The study could help control populations of Culex, the common house mosquito that transmits brain-swelling encephalitis and West Nile Virus.

“During mating, mosquitoes couple tail to tail, and the males transfer sperm into the female reproductive tract. It can be stored there awhile, but it still has to get from point A to point B to complete fertilization,” said Cathy Thaler, UCR cell biologist and the study’s first author.

Key to completing that journey are the specialized proteins secreted during ejaculation that activate the sperm flagella, or ‘tails,’ that power their movement.

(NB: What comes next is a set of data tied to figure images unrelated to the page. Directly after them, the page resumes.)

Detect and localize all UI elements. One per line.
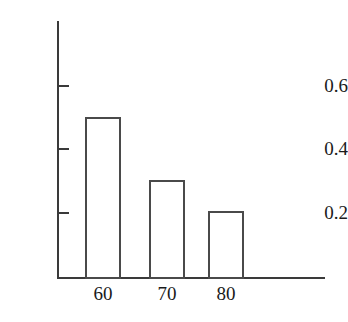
x-tick-label-2: 80 [203,283,249,304]
bar-60 [85,117,121,279]
bar-80 [208,211,244,279]
y-tick-label-2: 0.2 [302,203,348,222]
bar-70 [149,180,185,279]
histogram-chart: 0.6 0.4 0.2 60 70 80 [0,0,348,322]
x-tick-label-0: 60 [80,283,126,304]
y-tick-mark-0 [59,85,69,87]
y-tick-mark-1 [59,148,69,150]
y-tick-label-0: 0.6 [302,76,348,95]
x-tick-label-1: 70 [144,283,190,304]
y-tick-mark-2 [59,212,69,214]
y-axis-line [57,21,59,279]
y-tick-label-1: 0.4 [302,139,348,158]
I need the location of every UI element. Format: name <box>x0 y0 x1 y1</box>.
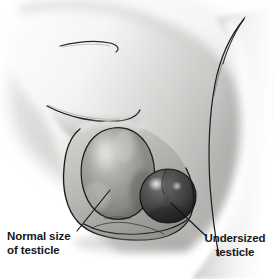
label-normal-size-of-testicle: Normal size of testicle <box>7 230 70 257</box>
label-undersized-testicle: Undersized testicle <box>199 232 271 259</box>
label-normal-line1: Normal size <box>7 230 70 244</box>
label-normal-line2: of testicle <box>7 244 70 258</box>
cast-shadow <box>74 234 190 252</box>
label-undersized-line2: testicle <box>199 246 271 260</box>
label-undersized-line1: Undersized <box>199 232 271 246</box>
illustration-figure: Normal size of testicle Undersized testi… <box>0 0 274 279</box>
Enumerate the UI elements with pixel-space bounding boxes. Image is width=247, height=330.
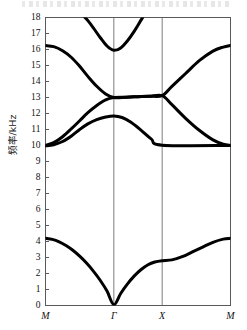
y-tick-label-1: 1	[19, 284, 41, 294]
band-curve-band-2	[46, 116, 231, 146]
band-curve-band-4	[46, 46, 231, 98]
y-tick-label-7: 7	[19, 188, 41, 198]
y-tick-label-8: 8	[19, 172, 41, 182]
y-tick-label-12: 12	[19, 108, 41, 118]
y-tick-label-3: 3	[19, 252, 41, 262]
y-tick-label-15: 15	[19, 60, 41, 70]
y-tick-label-13: 13	[19, 92, 41, 102]
y-tick-label-10: 10	[19, 140, 41, 150]
x-tick-label-1-Γ: Γ	[102, 310, 126, 321]
y-tick-marks	[46, 18, 50, 306]
y-tick-label-9: 9	[19, 156, 41, 166]
y-tick-label-0: 0	[19, 300, 41, 310]
y-tick-label-17: 17	[19, 28, 41, 38]
band-curve-band-1-acoustic	[46, 238, 231, 304]
y-tick-label-2: 2	[19, 268, 41, 278]
x-tick-label-2-X: X	[150, 310, 174, 321]
y-tick-label-14: 14	[19, 76, 41, 86]
band-curves-group	[46, 9, 231, 305]
y-tick-label-16: 16	[19, 44, 41, 54]
band-structure-figure: 频率/kHz 0123456789101112131415161718 MΓXM	[0, 0, 247, 330]
y-tick-label-11: 11	[19, 124, 41, 134]
x-tick-label-3-M: M	[219, 310, 243, 321]
bands-clip-group	[46, 9, 231, 305]
band-curve-band-5-upper	[73, 9, 148, 51]
x-tick-label-0-M: M	[34, 310, 58, 321]
band-curve-band-3	[46, 95, 231, 145]
y-tick-label-6: 6	[19, 204, 41, 214]
y-tick-label-18: 18	[19, 12, 41, 22]
y-tick-label-5: 5	[19, 220, 41, 230]
y-tick-label-4: 4	[19, 236, 41, 246]
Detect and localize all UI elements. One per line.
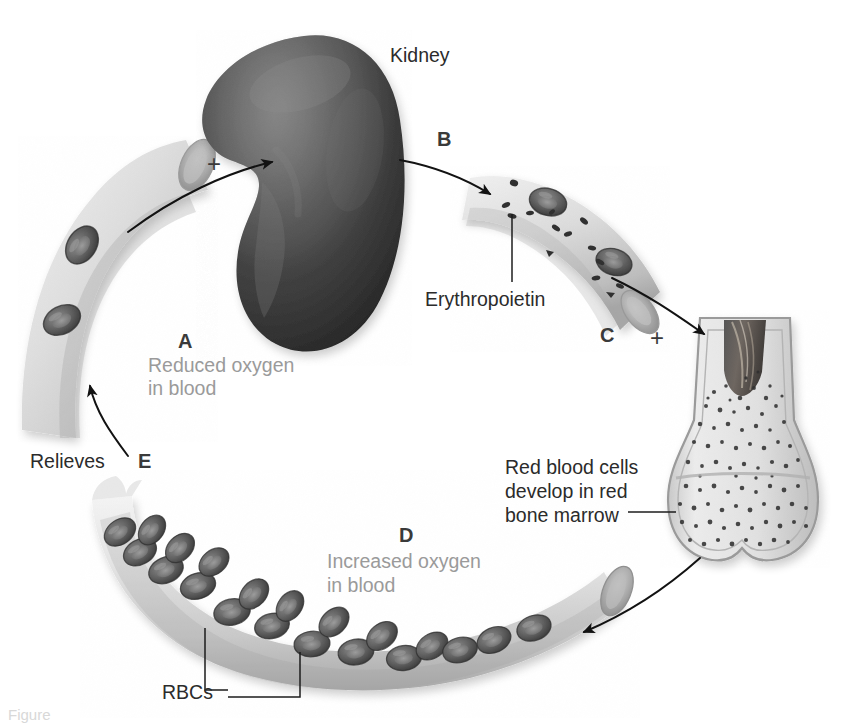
plus-sign-marrow: + [650,326,664,350]
label-kidney: Kidney [390,44,450,67]
label-bone-marrow-line3: bone marrow [505,504,619,527]
step-letter-a: A [178,330,192,353]
label-increased-oxygen-line2: in blood [327,574,395,597]
label-increased-oxygen-line1: Increased oxygen [327,550,481,573]
plus-sign-kidney: + [207,152,221,176]
label-reduced-oxygen-line2: in blood [148,377,216,400]
vessel-erythropoietin [450,166,670,352]
step-letter-e: E [138,450,151,473]
label-relieves: Relieves [30,450,105,473]
label-erythropoietin: Erythropoietin [425,288,545,311]
figure-caption-fragment: Figure [8,706,51,723]
erythropoiesis-figure: Kidney + B Erythropoietin C + A Reduced … [0,0,853,724]
label-reduced-oxygen-line1: Reduced oxygen [148,354,294,377]
step-letter-b: B [437,128,451,151]
step-letter-c: C [600,324,614,347]
label-rbcs: RBCs [162,681,213,704]
label-bone-marrow-line1: Red blood cells [505,456,638,479]
label-bone-marrow-line2: develop in red [505,480,628,503]
diagram-artwork [0,0,853,724]
step-letter-d: D [399,524,413,547]
long-bone [660,310,830,568]
kidney-organ [196,30,412,366]
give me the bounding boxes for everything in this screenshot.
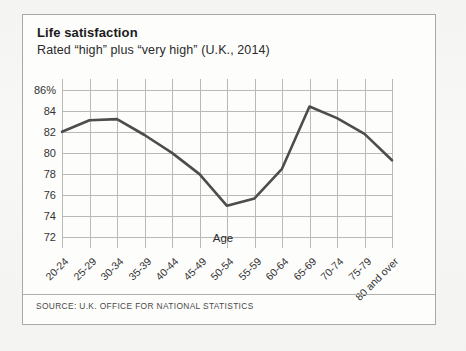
y-tick-label: 76: [44, 189, 56, 201]
source-divider: [23, 294, 435, 295]
y-tick-label: 78: [44, 168, 56, 180]
x-axis-title-text: Age: [213, 232, 233, 244]
y-tick-label: 82: [44, 126, 56, 138]
y-tick-label: 74: [44, 210, 56, 222]
chart-subtitle: Rated “high” plus “very high” (U.K., 201…: [37, 43, 270, 57]
x-axis-title: Age: [23, 232, 435, 244]
y-tick-label: 84: [44, 105, 56, 117]
source-note: SOURCE: U.K. OFFICE FOR NATIONAL STATIST…: [36, 301, 254, 311]
y-axis-labels: 86%84828078767472: [23, 79, 62, 248]
y-tick-label: 86%: [34, 84, 56, 96]
y-tick-label: 80: [44, 147, 56, 159]
gridline-x-80 and over: [392, 79, 393, 248]
line-series: [62, 79, 392, 248]
series-line: [62, 107, 392, 206]
plot-area: [62, 79, 392, 248]
chart-title: Life satisfaction: [37, 25, 138, 40]
chart-card: Life satisfaction Rated “high” plus “ver…: [22, 14, 436, 325]
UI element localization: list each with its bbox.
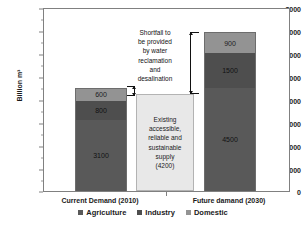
legend-label-industry: Industry [145,208,175,217]
bar-value-domestic-current: 600 [95,91,107,98]
bar-value-agriculture-current: 3100 [93,152,109,159]
bar-segment-domestic-future[interactable]: 900 [204,32,256,53]
bar-current-demand[interactable]: 600 800 3100 [75,88,127,191]
legend-swatch-industry-icon [137,210,142,215]
bar-segment-agriculture-future[interactable]: 4500 [204,88,256,192]
plot-area: 600 800 3100 900 1500 4500 Existing [43,8,290,192]
legend-item-industry[interactable]: Industry [137,208,175,217]
x-axis-tick-center [166,192,167,196]
legend-label-domestic: Domestic [194,208,228,217]
bar-future-demand[interactable]: 900 1500 4500 [204,32,256,191]
shortfall-bracket [190,32,199,94]
legend-label-agriculture: Agriculture [86,208,126,217]
legend-swatch-domestic-icon [186,210,191,215]
x-category-label-current: Current Demand (2010) [61,197,138,204]
legend-item-agriculture[interactable]: Agriculture [78,208,126,217]
bar-segment-industry-future[interactable]: 1500 [204,53,256,88]
existing-supply-annotation-text: Existing accessible, reliable and sustai… [146,115,184,170]
shortfall-arrow-up-icon [189,32,193,35]
bar-value-industry-future: 1500 [222,67,238,74]
y-axis-title: Billion m³ [16,41,23,131]
bar-segment-industry-current[interactable]: 800 [75,101,127,119]
chart-legend: Agriculture Industry Domestic [0,208,306,217]
water-demand-stacked-bar-chart: Billion m³ 8000 7000 6000 5000 4000 3000… [0,0,306,230]
legend-swatch-agriculture-icon [78,210,83,215]
bar-value-industry-current: 800 [95,107,107,114]
gap-arrow-down-icon [132,93,136,96]
bar-segment-agriculture-current[interactable]: 3100 [75,120,127,191]
bar-value-agriculture-future: 4500 [222,136,238,143]
gap-arrow-up-icon [132,86,136,89]
bar-segment-domestic-current[interactable]: 600 [75,88,127,102]
legend-item-domestic[interactable]: Domestic [186,208,228,217]
shortfall-annotation-text: Shortfall to be provided by water reclam… [124,28,186,83]
existing-supply-annotation-box: Existing accessible, reliable and sustai… [136,94,194,191]
shortfall-arrow-down-icon [189,91,193,94]
current-demand-gap-bracket [127,86,135,97]
bar-value-domestic-future: 900 [224,40,236,47]
x-category-label-future: Future damand (2030) [193,197,266,204]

“Without these proteins, the sperm cannot penetrate the eggs. They’ll remain immotile, and will eventually just degrade,” said Richard Cardullo, UCR biology professor and corresponding author of the new study.

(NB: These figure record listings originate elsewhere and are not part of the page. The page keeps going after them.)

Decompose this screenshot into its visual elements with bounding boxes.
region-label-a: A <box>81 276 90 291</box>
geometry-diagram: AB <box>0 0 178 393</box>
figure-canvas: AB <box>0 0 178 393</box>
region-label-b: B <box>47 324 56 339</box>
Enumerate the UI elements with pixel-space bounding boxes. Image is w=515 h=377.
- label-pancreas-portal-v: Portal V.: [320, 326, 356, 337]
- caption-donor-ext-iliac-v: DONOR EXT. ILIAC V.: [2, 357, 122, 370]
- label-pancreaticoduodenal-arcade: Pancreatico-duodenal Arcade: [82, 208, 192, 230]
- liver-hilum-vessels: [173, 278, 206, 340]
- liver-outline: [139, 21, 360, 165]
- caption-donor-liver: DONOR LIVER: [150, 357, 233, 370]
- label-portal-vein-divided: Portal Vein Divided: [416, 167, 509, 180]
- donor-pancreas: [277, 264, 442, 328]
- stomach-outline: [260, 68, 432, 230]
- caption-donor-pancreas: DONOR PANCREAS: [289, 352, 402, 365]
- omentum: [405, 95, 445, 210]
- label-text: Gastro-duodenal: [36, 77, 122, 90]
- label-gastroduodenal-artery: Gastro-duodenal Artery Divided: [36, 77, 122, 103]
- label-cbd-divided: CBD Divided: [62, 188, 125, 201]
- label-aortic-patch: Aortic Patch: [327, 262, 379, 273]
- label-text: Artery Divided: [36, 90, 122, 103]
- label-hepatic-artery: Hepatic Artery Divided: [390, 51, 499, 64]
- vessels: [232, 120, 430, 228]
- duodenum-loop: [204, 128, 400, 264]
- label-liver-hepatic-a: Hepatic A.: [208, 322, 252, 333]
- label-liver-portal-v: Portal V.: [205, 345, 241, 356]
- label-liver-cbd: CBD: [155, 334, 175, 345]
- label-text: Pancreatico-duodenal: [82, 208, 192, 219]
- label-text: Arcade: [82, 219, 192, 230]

The study, detailed in the journal PLOS ONE, details a full portrait of all the proteins in the insect’s sperm, allowing researchers to find the specific ones that maintain the quality of the sperm while they’re inactive, and that also activate them to swim.

To get this detailed information the research team worked with a team of graduate and undergraduate students who isolated as many as 200 male mosquitoes from a larger population. They then extracted enough sperm from the tiny reproductive tracts for mass spectrometry equipment to detect and identify the proteins.

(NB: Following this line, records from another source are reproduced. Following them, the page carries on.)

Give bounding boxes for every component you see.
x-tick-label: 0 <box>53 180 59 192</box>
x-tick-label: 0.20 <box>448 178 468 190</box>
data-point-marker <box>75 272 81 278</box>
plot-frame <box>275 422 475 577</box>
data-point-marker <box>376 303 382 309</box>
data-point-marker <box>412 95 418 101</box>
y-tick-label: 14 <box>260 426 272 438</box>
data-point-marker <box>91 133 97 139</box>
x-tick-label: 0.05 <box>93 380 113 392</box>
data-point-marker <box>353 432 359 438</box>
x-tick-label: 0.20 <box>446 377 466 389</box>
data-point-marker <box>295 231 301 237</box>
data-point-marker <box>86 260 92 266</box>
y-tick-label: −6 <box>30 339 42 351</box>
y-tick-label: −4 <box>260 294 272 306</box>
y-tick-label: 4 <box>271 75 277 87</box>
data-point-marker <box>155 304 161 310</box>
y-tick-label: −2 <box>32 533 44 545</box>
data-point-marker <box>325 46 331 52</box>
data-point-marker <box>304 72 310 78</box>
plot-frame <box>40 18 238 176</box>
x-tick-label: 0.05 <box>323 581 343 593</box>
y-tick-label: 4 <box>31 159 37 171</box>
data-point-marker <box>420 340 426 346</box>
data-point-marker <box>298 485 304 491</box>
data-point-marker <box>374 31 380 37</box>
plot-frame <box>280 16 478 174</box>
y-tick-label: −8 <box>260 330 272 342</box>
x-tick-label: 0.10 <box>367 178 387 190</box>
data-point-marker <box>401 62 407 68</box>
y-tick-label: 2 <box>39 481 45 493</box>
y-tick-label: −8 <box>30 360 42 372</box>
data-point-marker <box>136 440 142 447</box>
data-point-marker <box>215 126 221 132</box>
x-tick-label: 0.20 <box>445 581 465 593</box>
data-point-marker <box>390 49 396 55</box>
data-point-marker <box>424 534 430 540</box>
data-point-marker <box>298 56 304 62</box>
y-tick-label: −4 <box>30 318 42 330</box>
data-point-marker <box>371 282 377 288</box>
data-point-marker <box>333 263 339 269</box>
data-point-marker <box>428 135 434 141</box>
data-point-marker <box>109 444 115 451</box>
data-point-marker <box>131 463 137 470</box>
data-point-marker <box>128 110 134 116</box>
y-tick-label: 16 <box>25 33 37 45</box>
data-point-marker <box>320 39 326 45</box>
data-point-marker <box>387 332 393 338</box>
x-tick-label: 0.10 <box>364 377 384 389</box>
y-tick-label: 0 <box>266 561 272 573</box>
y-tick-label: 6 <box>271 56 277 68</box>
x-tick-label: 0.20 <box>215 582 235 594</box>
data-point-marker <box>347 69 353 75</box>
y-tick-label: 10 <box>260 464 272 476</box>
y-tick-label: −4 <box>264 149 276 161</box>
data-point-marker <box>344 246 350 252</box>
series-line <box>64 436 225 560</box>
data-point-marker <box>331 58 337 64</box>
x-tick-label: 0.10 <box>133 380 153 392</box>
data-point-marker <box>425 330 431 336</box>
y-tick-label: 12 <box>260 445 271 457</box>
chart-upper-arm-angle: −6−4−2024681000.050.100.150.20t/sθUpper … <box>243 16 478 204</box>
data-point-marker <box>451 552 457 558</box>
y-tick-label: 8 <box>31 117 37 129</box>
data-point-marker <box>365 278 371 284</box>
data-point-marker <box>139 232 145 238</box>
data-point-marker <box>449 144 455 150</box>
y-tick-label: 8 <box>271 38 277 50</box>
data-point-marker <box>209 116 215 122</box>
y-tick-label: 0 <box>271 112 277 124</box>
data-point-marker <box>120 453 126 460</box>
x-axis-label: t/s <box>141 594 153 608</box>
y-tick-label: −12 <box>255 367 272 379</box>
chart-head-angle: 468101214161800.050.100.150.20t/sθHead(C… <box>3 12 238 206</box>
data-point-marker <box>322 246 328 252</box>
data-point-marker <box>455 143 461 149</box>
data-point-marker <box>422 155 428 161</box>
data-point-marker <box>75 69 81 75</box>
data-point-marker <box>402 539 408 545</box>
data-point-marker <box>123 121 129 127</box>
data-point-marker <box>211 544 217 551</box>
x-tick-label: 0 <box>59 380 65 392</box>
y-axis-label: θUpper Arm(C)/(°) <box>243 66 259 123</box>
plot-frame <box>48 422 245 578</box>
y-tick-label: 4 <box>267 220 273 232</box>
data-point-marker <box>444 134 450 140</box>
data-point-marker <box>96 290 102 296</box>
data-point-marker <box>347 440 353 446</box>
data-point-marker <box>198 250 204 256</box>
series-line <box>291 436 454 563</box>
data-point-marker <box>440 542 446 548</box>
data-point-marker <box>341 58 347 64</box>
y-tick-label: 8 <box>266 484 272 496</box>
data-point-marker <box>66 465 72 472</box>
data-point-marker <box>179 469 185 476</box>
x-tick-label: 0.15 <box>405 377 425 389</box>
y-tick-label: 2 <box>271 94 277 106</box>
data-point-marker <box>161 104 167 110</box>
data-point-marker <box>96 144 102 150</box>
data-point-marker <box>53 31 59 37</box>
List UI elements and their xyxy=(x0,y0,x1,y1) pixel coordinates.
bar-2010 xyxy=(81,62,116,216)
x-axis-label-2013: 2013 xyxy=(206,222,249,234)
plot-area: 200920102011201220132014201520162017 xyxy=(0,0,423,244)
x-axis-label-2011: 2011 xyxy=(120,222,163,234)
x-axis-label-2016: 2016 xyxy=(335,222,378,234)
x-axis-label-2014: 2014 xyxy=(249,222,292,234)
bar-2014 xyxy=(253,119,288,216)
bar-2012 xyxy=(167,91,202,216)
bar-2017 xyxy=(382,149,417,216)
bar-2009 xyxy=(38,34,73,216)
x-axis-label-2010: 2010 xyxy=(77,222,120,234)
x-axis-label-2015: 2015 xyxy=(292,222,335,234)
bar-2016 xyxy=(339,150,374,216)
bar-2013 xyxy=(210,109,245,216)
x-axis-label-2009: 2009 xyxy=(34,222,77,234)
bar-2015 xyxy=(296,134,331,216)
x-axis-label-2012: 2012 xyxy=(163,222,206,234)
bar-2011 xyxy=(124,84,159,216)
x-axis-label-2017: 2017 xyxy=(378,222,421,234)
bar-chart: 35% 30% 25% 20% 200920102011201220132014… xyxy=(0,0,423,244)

Previously, the team determined that sperm need calcium upon entering a reproductive tract to power forward motion. “Now we can look in the completed protein profile we’ve created, find the calcium channel proteins, and design experiments to target these channels,” Cardullo said.

This kind of protein profiling offers a path toward controlling mosquitoes that is more environmentally friendly than other methods that can have unintended, toxic effects. “We’ve given up on spraying pesticides all over, because that kills everything, good insects and bad, and harms other animals,” Thaler said.

“Our work sets the foundation for a form of biological control, which most would agree is preferable,” Cardullo added.

The operative word is control, rather than eradicate. Even though immobilizing the sperm would be 100% effective for the treated mosquitoes, it is not possible or desirable to kill all mosquitoes. This technology would change the proportion of fertile to infertile males in a given mosquito population, rather than wiping them all out.

“Mosquitoes are the deadliest animals on Earth. But as much as people hate them, most ecologists would oppose a plan to completely eradicate them. They play an important role in the food chain for fish and other animals,” Cardullo said.

The team is hoping that information about sperm motility regulators in Culex will also apply to other species of mosquitoes. As climate change intensifies, a lot of other mosquitoes, such as those that carry malaria, are moving into the Northern Hemisphere.

Additionally, learning more about Culex sperm motility may have implications for improving fertility in humans.

Cardullo has long studied mammalian sperm, in the hopes of developing a male contraceptive. Just as important as preventing unwanted pregnancies, however, is the effort to help couples conceive. Human fertility rates have been falling for years, in part due to environmental factors. A better understanding of sperm could help overcome some of these factors.

“Many cells have flagella, or tails, including human respiratory cells as well as cells in our guts,” Cardullo said. “What we learn in one system, such as mosquitoes, can translate to others.”